Given records: Begin
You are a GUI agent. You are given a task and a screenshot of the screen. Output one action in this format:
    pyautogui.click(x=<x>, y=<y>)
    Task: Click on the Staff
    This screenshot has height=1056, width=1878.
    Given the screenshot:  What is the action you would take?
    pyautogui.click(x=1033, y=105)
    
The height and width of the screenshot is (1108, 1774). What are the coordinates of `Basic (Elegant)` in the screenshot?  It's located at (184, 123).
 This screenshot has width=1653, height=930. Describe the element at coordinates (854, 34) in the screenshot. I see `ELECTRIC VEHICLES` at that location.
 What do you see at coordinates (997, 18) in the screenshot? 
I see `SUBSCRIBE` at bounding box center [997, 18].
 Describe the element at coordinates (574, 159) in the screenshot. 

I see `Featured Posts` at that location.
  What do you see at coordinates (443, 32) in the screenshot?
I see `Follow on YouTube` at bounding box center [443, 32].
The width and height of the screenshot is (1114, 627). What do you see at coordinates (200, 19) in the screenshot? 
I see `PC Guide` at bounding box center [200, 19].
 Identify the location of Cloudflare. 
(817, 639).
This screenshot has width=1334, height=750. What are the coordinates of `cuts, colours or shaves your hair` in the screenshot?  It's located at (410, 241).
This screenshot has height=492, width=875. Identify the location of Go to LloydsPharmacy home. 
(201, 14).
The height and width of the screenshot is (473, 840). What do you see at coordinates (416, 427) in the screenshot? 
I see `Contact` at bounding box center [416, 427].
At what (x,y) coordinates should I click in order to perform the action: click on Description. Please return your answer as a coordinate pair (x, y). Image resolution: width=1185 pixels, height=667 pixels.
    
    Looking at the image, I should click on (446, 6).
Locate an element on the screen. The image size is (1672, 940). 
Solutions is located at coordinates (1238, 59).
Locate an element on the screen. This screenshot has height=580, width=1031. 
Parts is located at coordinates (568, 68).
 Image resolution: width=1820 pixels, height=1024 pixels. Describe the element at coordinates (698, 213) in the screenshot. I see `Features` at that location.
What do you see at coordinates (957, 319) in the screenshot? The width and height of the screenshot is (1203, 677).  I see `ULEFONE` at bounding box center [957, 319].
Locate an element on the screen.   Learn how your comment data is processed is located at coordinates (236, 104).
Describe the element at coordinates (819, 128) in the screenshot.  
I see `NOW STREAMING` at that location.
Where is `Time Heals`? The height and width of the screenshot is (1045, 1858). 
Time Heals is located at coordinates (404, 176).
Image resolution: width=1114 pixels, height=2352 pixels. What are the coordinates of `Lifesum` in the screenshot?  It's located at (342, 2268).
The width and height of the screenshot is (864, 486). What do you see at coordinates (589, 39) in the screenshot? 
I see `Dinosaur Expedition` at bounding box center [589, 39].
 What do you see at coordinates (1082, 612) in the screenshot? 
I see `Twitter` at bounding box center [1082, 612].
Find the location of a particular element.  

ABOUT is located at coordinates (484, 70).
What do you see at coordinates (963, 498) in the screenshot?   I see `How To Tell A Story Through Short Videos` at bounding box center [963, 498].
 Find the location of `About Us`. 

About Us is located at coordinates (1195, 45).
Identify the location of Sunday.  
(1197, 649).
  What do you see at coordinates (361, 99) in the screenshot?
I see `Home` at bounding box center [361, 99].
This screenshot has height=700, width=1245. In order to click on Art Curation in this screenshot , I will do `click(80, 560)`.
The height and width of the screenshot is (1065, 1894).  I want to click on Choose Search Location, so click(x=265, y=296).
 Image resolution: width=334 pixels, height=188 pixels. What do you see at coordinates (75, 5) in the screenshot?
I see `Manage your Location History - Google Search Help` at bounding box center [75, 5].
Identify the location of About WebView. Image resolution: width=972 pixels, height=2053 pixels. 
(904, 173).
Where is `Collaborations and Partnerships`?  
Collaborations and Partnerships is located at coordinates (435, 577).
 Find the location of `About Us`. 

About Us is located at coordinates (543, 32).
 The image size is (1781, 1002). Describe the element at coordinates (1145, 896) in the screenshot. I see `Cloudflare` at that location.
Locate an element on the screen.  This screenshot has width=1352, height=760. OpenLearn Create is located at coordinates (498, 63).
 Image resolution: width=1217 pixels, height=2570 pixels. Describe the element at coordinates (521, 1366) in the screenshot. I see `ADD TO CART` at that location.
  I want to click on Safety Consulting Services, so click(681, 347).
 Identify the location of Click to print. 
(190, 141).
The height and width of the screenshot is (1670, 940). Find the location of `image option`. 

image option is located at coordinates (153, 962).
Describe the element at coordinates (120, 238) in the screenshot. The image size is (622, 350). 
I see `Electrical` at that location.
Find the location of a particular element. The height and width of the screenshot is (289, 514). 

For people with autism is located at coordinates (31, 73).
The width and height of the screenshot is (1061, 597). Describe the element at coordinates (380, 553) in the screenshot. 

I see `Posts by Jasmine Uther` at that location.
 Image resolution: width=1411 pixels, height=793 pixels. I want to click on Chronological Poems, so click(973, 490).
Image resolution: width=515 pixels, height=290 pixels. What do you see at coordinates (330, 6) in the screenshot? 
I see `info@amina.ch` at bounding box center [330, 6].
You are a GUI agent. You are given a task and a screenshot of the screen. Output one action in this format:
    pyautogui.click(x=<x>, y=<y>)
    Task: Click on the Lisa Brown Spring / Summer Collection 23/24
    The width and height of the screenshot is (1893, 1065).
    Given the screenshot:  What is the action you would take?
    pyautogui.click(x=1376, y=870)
Given records: End
[What to work on]:
In full and word for word, repeat the records.

[Solved problem]:
You are a GUI agent. You are given a task and a screenshot of the screen. Output one action in this format:
    pyautogui.click(x=<x>, y=<y>)
    Task: Click on the Staff
    This screenshot has height=1056, width=1878.
    Given the screenshot:  What is the action you would take?
    pyautogui.click(x=1033, y=105)
    
The height and width of the screenshot is (1108, 1774). What are the coordinates of `Basic (Elegant)` in the screenshot?  It's located at (184, 123).
 This screenshot has width=1653, height=930. Describe the element at coordinates (854, 34) in the screenshot. I see `ELECTRIC VEHICLES` at that location.
 What do you see at coordinates (997, 18) in the screenshot? 
I see `SUBSCRIBE` at bounding box center [997, 18].
 Describe the element at coordinates (574, 159) in the screenshot. 

I see `Featured Posts` at that location.
  What do you see at coordinates (443, 32) in the screenshot?
I see `Follow on YouTube` at bounding box center [443, 32].
The width and height of the screenshot is (1114, 627). What do you see at coordinates (200, 19) in the screenshot? 
I see `PC Guide` at bounding box center [200, 19].
 Identify the location of Cloudflare. 
(817, 639).
This screenshot has width=1334, height=750. What are the coordinates of `cuts, colours or shaves your hair` in the screenshot?  It's located at (410, 241).
This screenshot has height=492, width=875. Identify the location of Go to LloydsPharmacy home. 
(201, 14).
The height and width of the screenshot is (473, 840). What do you see at coordinates (416, 427) in the screenshot? 
I see `Contact` at bounding box center [416, 427].
At what (x,y) coordinates should I click in order to perform the action: click on Description. Please return your answer as a coordinate pair (x, y). Image resolution: width=1185 pixels, height=667 pixels.
    
    Looking at the image, I should click on (446, 6).
Locate an element on the screen. The image size is (1672, 940). 
Solutions is located at coordinates (1238, 59).
Locate an element on the screen. This screenshot has height=580, width=1031. 
Parts is located at coordinates (568, 68).
 Image resolution: width=1820 pixels, height=1024 pixels. Describe the element at coordinates (698, 213) in the screenshot. I see `Features` at that location.
What do you see at coordinates (957, 319) in the screenshot? The width and height of the screenshot is (1203, 677).  I see `ULEFONE` at bounding box center [957, 319].
Locate an element on the screen.   Learn how your comment data is processed is located at coordinates (236, 104).
Describe the element at coordinates (819, 128) in the screenshot.  
I see `NOW STREAMING` at that location.
Where is `Time Heals`? The height and width of the screenshot is (1045, 1858). 
Time Heals is located at coordinates (404, 176).
Image resolution: width=1114 pixels, height=2352 pixels. What are the coordinates of `Lifesum` in the screenshot?  It's located at (342, 2268).
The width and height of the screenshot is (864, 486). What do you see at coordinates (589, 39) in the screenshot? 
I see `Dinosaur Expedition` at bounding box center [589, 39].
 What do you see at coordinates (1082, 612) in the screenshot? 
I see `Twitter` at bounding box center [1082, 612].
Find the location of a particular element.  

ABOUT is located at coordinates (484, 70).
What do you see at coordinates (963, 498) in the screenshot?   I see `How To Tell A Story Through Short Videos` at bounding box center [963, 498].
 Find the location of `About Us`. 

About Us is located at coordinates (1195, 45).
Identify the location of Sunday.  
(1197, 649).
  What do you see at coordinates (361, 99) in the screenshot?
I see `Home` at bounding box center [361, 99].
This screenshot has height=700, width=1245. In order to click on Art Curation in this screenshot , I will do `click(80, 560)`.
The height and width of the screenshot is (1065, 1894).  I want to click on Choose Search Location, so click(x=265, y=296).
 Image resolution: width=334 pixels, height=188 pixels. What do you see at coordinates (75, 5) in the screenshot?
I see `Manage your Location History - Google Search Help` at bounding box center [75, 5].
Identify the location of About WebView. Image resolution: width=972 pixels, height=2053 pixels. 
(904, 173).
Where is `Collaborations and Partnerships`?  
Collaborations and Partnerships is located at coordinates (435, 577).
 Find the location of `About Us`. 

About Us is located at coordinates (543, 32).
 The image size is (1781, 1002). Describe the element at coordinates (1145, 896) in the screenshot. I see `Cloudflare` at that location.
Locate an element on the screen.  This screenshot has width=1352, height=760. OpenLearn Create is located at coordinates (498, 63).
 Image resolution: width=1217 pixels, height=2570 pixels. Describe the element at coordinates (521, 1366) in the screenshot. I see `ADD TO CART` at that location.
  I want to click on Safety Consulting Services, so click(681, 347).
 Identify the location of Click to print. 
(190, 141).
The height and width of the screenshot is (1670, 940). Find the location of `image option`. 

image option is located at coordinates (153, 962).
Describe the element at coordinates (120, 238) in the screenshot. The image size is (622, 350). 
I see `Electrical` at that location.
Find the location of a particular element. The height and width of the screenshot is (289, 514). 

For people with autism is located at coordinates (31, 73).
The width and height of the screenshot is (1061, 597). Describe the element at coordinates (380, 553) in the screenshot. 

I see `Posts by Jasmine Uther` at that location.
 Image resolution: width=1411 pixels, height=793 pixels. I want to click on Chronological Poems, so click(973, 490).
Image resolution: width=515 pixels, height=290 pixels. What do you see at coordinates (330, 6) in the screenshot? 
I see `info@amina.ch` at bounding box center [330, 6].
You are a GUI agent. You are given a task and a screenshot of the screen. Output one action in this format:
    pyautogui.click(x=<x>, y=<y>)
    Task: Click on the Lisa Brown Spring / Summer Collection 23/24
    The width and height of the screenshot is (1893, 1065).
    Given the screenshot:  What is the action you would take?
    pyautogui.click(x=1376, y=870)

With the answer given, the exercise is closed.